Rumored legislation could block foreign manufacturers from entering Japan
By Edward Cahill After Japan announced a generous feed-in-tariff (FIT), Japan has become one of the hottest new PV markets in the world. Like all significant PV markets where there is also domestic manufacturing, the issue of protecting that fragile manufacturing base in a hostile solar market is bound to come up.
The U.S. and Europe have to take on competing countries head-on by proposing – or implementing, in the U.S. – import tariffs on Chinese cells and/or modules and China is retaliating. Rumors from manufacturers in Taiwan suggest that Japan will announce more stringent efficiency standards on imported modules: reportedly increasing minimum monocrystalline (c-Si) module efficiencies to 18.2%, and multicrystalline (mc-Si) to 17.4%.
Other examples of indirectly incentivizing domestic content are present – for example, wind projects in Brazil can only access low-cost financing from state banks if they contain 60% domestic content.
These measures are justified from a non-protectionist viewpoint: land and rooftop space are valuable for Japan, so PV installations should maximize power output per square meter, meaning more efficient modules have extra value. While this is clearly how the Japanese government would justify this action, this would also protect domestic manufacturers from competition with low-cost modules from China.
More efficient modules require high-efficiency technologies such as back contact modules, selective emitter cells, passivated-emitter rear locally diffused (PERL) cells, and heterojunction with intrinsic thin layer (HIT) cells.
These technologies require expensive processes, equipment, and materials, and are typically sold for a premium, which drives the price per watt up from prices as low as $0.70/W for standard (i.e. low-efficiency) mc-Si modules. Higher prices from imported high-efficiency modules mean lower price pressure on domestic suppliers.
On top of that, high-efficiency technologies from most manufacturers in Taiwan, China, and elsewhere do not top 18% efficiency. Only SunPower's interdigitated back contact, Canadian Solar's new metal-wrap-through (MWT), and Silevo's modified HIT modules are products currently on the market that can satisfy this potential requirement from outside the Japanese market.
Suntech and Yingli both have cells over 20% efficient, but modules lag between 15% and 17% efficient; as these companies refine these technologies, they may be contenders as well.
Still, foreign companies that could potentially sell modules into a growing Japanese market are limited and prices for high-efficiency modules will be significantly higher than average module prices today.
As a result, Japanese manufacturers – such as Kyocera, Panasonic, Solar Frontier, Sharp, and Mitsubishi – could be free from the extreme price pressures evaporating profit margins and forcing companies out of the solar business, if Japan turns these rumors into reality.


EXERCISE GOAL
The expected response is the entire set of entries, copied exactly.

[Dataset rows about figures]
################

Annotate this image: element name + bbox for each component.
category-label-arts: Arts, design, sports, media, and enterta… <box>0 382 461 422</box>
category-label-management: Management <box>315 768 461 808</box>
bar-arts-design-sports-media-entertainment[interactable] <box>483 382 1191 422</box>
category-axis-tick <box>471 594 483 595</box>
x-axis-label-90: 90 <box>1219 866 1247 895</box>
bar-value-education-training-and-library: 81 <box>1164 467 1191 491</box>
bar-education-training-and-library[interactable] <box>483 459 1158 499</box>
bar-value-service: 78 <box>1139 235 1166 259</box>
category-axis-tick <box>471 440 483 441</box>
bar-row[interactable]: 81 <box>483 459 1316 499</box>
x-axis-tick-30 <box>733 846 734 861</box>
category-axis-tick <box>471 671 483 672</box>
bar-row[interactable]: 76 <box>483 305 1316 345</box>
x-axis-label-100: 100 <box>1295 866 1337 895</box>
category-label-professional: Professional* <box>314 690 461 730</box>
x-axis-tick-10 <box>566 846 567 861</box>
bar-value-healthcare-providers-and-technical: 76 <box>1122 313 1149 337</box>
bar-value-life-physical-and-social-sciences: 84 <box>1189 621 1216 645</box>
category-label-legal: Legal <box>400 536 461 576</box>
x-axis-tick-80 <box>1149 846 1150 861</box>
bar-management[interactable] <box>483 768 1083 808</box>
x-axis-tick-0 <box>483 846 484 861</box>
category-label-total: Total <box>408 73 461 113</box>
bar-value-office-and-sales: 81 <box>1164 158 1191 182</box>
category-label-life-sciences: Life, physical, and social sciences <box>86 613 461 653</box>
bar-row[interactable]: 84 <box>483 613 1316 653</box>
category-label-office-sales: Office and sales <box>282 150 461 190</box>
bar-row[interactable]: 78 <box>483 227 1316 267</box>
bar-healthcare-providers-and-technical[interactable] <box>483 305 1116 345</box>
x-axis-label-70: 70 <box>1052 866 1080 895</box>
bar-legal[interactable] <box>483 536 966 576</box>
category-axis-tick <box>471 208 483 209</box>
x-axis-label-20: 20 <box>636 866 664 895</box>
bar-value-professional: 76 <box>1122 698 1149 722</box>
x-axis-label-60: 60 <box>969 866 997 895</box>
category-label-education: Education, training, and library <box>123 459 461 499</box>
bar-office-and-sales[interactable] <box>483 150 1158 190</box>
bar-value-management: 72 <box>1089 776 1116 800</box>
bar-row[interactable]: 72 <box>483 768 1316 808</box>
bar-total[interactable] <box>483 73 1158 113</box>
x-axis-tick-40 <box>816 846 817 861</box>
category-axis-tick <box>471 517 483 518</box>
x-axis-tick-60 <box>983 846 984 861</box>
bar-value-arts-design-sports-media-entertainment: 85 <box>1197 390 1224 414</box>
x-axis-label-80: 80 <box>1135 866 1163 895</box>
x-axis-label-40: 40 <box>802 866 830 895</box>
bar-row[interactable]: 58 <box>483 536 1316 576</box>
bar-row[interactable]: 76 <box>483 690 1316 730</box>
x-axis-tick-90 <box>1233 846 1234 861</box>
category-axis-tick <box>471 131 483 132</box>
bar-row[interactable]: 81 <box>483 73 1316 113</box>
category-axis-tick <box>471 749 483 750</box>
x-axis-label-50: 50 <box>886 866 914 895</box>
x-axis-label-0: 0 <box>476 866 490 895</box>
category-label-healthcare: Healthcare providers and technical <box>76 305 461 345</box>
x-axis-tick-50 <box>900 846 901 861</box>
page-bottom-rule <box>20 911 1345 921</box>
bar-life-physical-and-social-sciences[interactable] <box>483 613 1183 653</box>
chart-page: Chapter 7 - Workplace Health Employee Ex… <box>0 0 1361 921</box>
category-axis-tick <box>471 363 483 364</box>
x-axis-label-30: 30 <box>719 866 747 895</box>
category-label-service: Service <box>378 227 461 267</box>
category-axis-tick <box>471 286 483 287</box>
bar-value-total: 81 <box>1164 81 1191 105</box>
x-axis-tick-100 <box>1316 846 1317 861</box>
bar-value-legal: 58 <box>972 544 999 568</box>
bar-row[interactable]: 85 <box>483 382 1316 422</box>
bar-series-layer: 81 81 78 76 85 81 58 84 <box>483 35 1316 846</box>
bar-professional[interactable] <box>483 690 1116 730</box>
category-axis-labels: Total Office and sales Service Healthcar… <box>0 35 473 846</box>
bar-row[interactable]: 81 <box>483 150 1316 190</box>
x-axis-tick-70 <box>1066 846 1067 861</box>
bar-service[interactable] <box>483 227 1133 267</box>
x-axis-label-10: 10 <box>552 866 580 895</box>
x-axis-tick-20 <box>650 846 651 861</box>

################

ANSWER
Annotate this image: element name + bbox for each component.
category-label-arts: Arts, design, sports, media, and enterta… <box>0 382 461 422</box>
category-label-management: Management <box>315 768 461 808</box>
bar-arts-design-sports-media-entertainment[interactable] <box>483 382 1191 422</box>
category-axis-tick <box>471 594 483 595</box>
x-axis-label-90: 90 <box>1219 866 1247 895</box>
bar-value-education-training-and-library: 81 <box>1164 467 1191 491</box>
bar-education-training-and-library[interactable] <box>483 459 1158 499</box>
bar-value-service: 78 <box>1139 235 1166 259</box>
category-axis-tick <box>471 440 483 441</box>
bar-row[interactable]: 81 <box>483 459 1316 499</box>
x-axis-tick-30 <box>733 846 734 861</box>
category-axis-tick <box>471 671 483 672</box>
bar-row[interactable]: 76 <box>483 305 1316 345</box>
x-axis-label-100: 100 <box>1295 866 1337 895</box>
category-label-professional: Professional* <box>314 690 461 730</box>
x-axis-tick-10 <box>566 846 567 861</box>
bar-value-healthcare-providers-and-technical: 76 <box>1122 313 1149 337</box>
bar-value-life-physical-and-social-sciences: 84 <box>1189 621 1216 645</box>
category-label-legal: Legal <box>400 536 461 576</box>
x-axis-tick-80 <box>1149 846 1150 861</box>
bar-management[interactable] <box>483 768 1083 808</box>
x-axis-tick-0 <box>483 846 484 861</box>
category-label-total: Total <box>408 73 461 113</box>
bar-value-office-and-sales: 81 <box>1164 158 1191 182</box>
category-label-life-sciences: Life, physical, and social sciences <box>86 613 461 653</box>
bar-row[interactable]: 84 <box>483 613 1316 653</box>
category-label-office-sales: Office and sales <box>282 150 461 190</box>
bar-row[interactable]: 78 <box>483 227 1316 267</box>
bar-healthcare-providers-and-technical[interactable] <box>483 305 1116 345</box>
x-axis-label-70: 70 <box>1052 866 1080 895</box>
bar-legal[interactable] <box>483 536 966 576</box>
category-axis-tick <box>471 208 483 209</box>
x-axis-label-20: 20 <box>636 866 664 895</box>
bar-value-professional: 76 <box>1122 698 1149 722</box>
x-axis-label-60: 60 <box>969 866 997 895</box>
category-label-education: Education, training, and library <box>123 459 461 499</box>
bar-office-and-sales[interactable] <box>483 150 1158 190</box>
bar-value-management: 72 <box>1089 776 1116 800</box>
bar-row[interactable]: 72 <box>483 768 1316 808</box>
bar-total[interactable] <box>483 73 1158 113</box>
x-axis-tick-40 <box>816 846 817 861</box>
category-axis-tick <box>471 517 483 518</box>
x-axis-tick-60 <box>983 846 984 861</box>
bar-value-arts-design-sports-media-entertainment: 85 <box>1197 390 1224 414</box>
x-axis-label-80: 80 <box>1135 866 1163 895</box>
x-axis-label-40: 40 <box>802 866 830 895</box>
bar-row[interactable]: 58 <box>483 536 1316 576</box>
bar-row[interactable]: 76 <box>483 690 1316 730</box>
x-axis-tick-90 <box>1233 846 1234 861</box>
category-axis-tick <box>471 131 483 132</box>
bar-row[interactable]: 81 <box>483 73 1316 113</box>
category-axis-tick <box>471 749 483 750</box>
x-axis-label-50: 50 <box>886 866 914 895</box>
x-axis-label-0: 0 <box>476 866 490 895</box>
category-label-healthcare: Healthcare providers and technical <box>76 305 461 345</box>
x-axis-tick-50 <box>900 846 901 861</box>
page-bottom-rule <box>20 911 1345 921</box>
bar-life-physical-and-social-sciences[interactable] <box>483 613 1183 653</box>
chart-page: Chapter 7 - Workplace Health Employee Ex… <box>0 0 1361 921</box>
category-axis-tick <box>471 363 483 364</box>
x-axis-label-30: 30 <box>719 866 747 895</box>
category-label-service: Service <box>378 227 461 267</box>
category-axis-tick <box>471 286 483 287</box>
bar-value-total: 81 <box>1164 81 1191 105</box>
x-axis-tick-100 <box>1316 846 1317 861</box>
bar-value-legal: 58 <box>972 544 999 568</box>
bar-row[interactable]: 85 <box>483 382 1316 422</box>
bar-series-layer: 81 81 78 76 85 81 58 84 <box>483 35 1316 846</box>
bar-professional[interactable] <box>483 690 1116 730</box>
category-axis-labels: Total Office and sales Service Healthcar… <box>0 35 473 846</box>
bar-row[interactable]: 81 <box>483 150 1316 190</box>
x-axis-tick-70 <box>1066 846 1067 861</box>
bar-service[interactable] <box>483 227 1133 267</box>
x-axis-label-10: 10 <box>552 866 580 895</box>
x-axis-tick-20 <box>650 846 651 861</box>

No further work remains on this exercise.